Those two age-old foes—science and blind faith—tango yet again in this noxious slice of biblical horror about a series of Old Testament plagues being visited upon a Louisiana bayou backwater. Hilary Swank stars as the resident nonbeliever, an ordained minister–turned–university professor recruited by a rural schoolteacher (David Morrissey) to convince the locals that there’s a perfectly rational explanation (global warming?) for why their once-crystalline lake has turned into a crimson tide pool.

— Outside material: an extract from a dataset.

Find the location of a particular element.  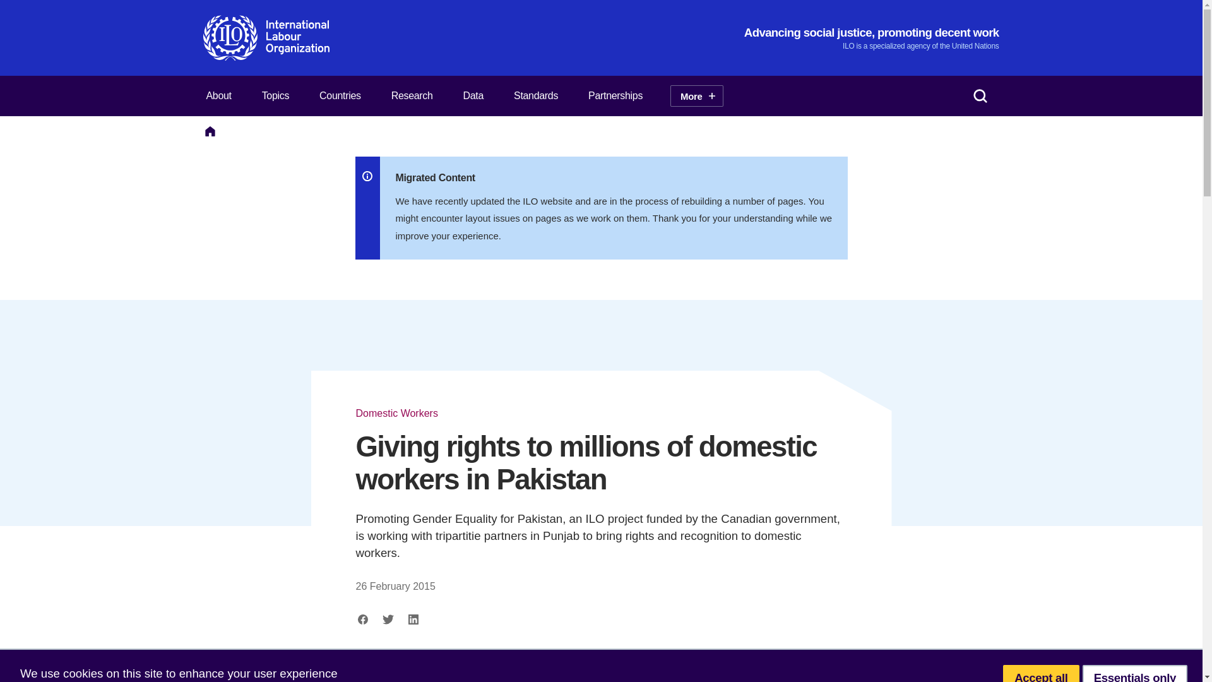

In short order, frogs rain from the heavens, bad CGI cattle drop dead in their tracks, and hideous boils break out on human skin, until Swank starts to wonder if maybe she was wrong to turn her back on the Lord after her husband and daughter were killed on a missionary trip to the Sudan. (Cue over-exposed flashbacks of ooga-booga tribesmen.) Two years ago, Paul Schrader’s uneven but compelling Exorcist prequel used the trappings of a genre film to explore complex questions of belief (or lack thereof) in a seemingly godless world. For Reaping director Stephen Hopkins (Predator 2), the plight of post-Katrina Louisiana and war-torn Africa is just another special effect in a bag of shopworn tricks, and the only real curse is on anyone unlucky enough to buy a ticket.
The Reaping
Not a moment too soon: Hilary Swank goes to Hell.